Rooted in dancer and musician Erin Fowler’s exploration of her Irish ancestry, KIN is an intimate and elemental work-in-progress that sits somewhere between music gig, ritual and dance theatre. It is a piece shaped by grief, ancestral dislocation and the uneasy terrain of Australian cultural in-betweenness. In its current form, it already holds a quiet power.


At the centre of the work is a yearning to understand inheritance: what has been passed down, what has been lost, and what it might mean to belong on this land as someone shaped by colonial histories. KIN asks these questions with sincerity and care, resisting easy resolution. Instead, it offers fragments - songs, gestures, stories, invocations - that gather into an evocative meditation on memory, womanhood and cultural absence.


Much of the work’s force comes from its music. The three-part harmonies of Erin Fowler, Tess Fowler and Jessica Bigg are solid, haunting and deeply affecting. Their voices seem to hold both personal grief and something more collective: a longing for connection, for lineage, for forms of cultural continuity that feel real rather than inherited through cliché. The work explicitly reaches beyond the familiar shorthand of white Australian identity - “footy, snags and Aussie larrikins” - in search of something more meaningful, more truthful, and more embodied.

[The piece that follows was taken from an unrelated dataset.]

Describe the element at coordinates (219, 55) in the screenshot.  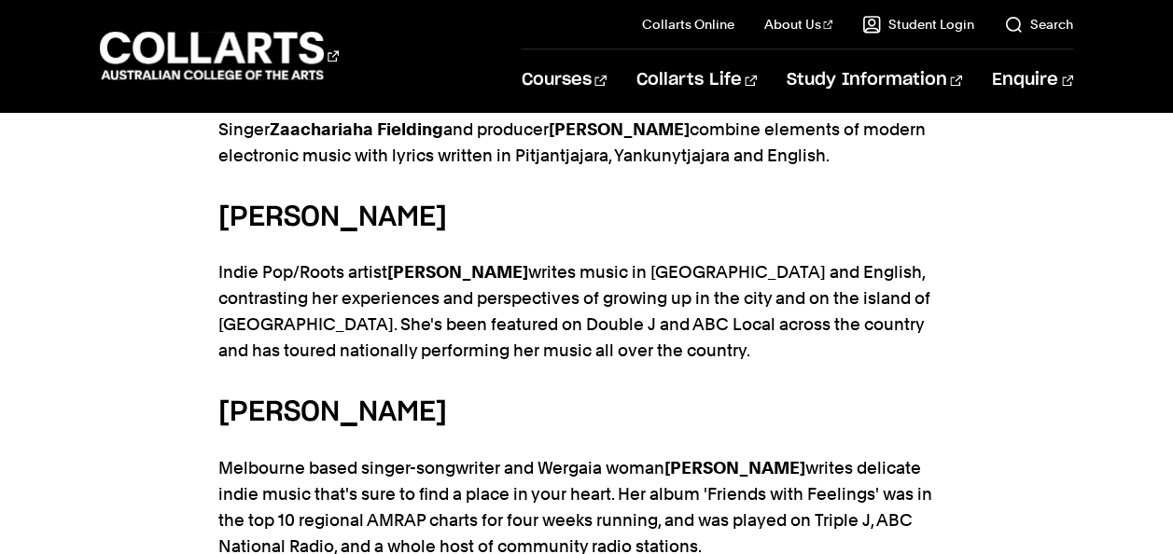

This search is where KIN is at its most compelling. It gives presence to the “White Cultural Void” without becoming abstract or didactic. Instead, the themes are grounded in the body: in women’s voices, women’s rituals, and the subtle ways history lodges itself physically and emotionally. The embodied movement language is evocative and restrained, allowing gesture and presence to do the work rather than over-explaining. There is a sense throughout that the performers are not illustrating an argument but living inside a set of real, unresolved questions.


Detailed narration helps thread these ideas together, and the personal storytelling is genuinely engaging. Fowler’s reflections open broader questions about shame, inheritance and habitation: why we are here, how we came to be here, and how we might live more honestly in relation to the land beneath us. These are big questions, and KIN does not pretend to solve them. Its strength lies instead in its willingness to sit with discomfort, uncertainty and longing.


As a work-in-progress, KIN already possesses a clear tonal world. Its textures are carefully layered, and its shifts between song, speech and movement feel organic. The invitation for audiences to join in moments of shared song is particularly effective, creating brief but potent experiences of collective resonance. These moments open the work outward, transforming it from private reflection into something communal.

What is already present is strong: an evocative performance language, a compelling personal frame, and a sincere engagement with difficult cultural and historical material.


KIN is a thoughtful and moving offering, intimate in scale, but expansive in the questions it asks. It leaves a lingering impression, not because it arrives at certainty, but because it invites us into the ache of searching. Keenly felt and genuinely engaging, this is a work worth watching as it continues to grow.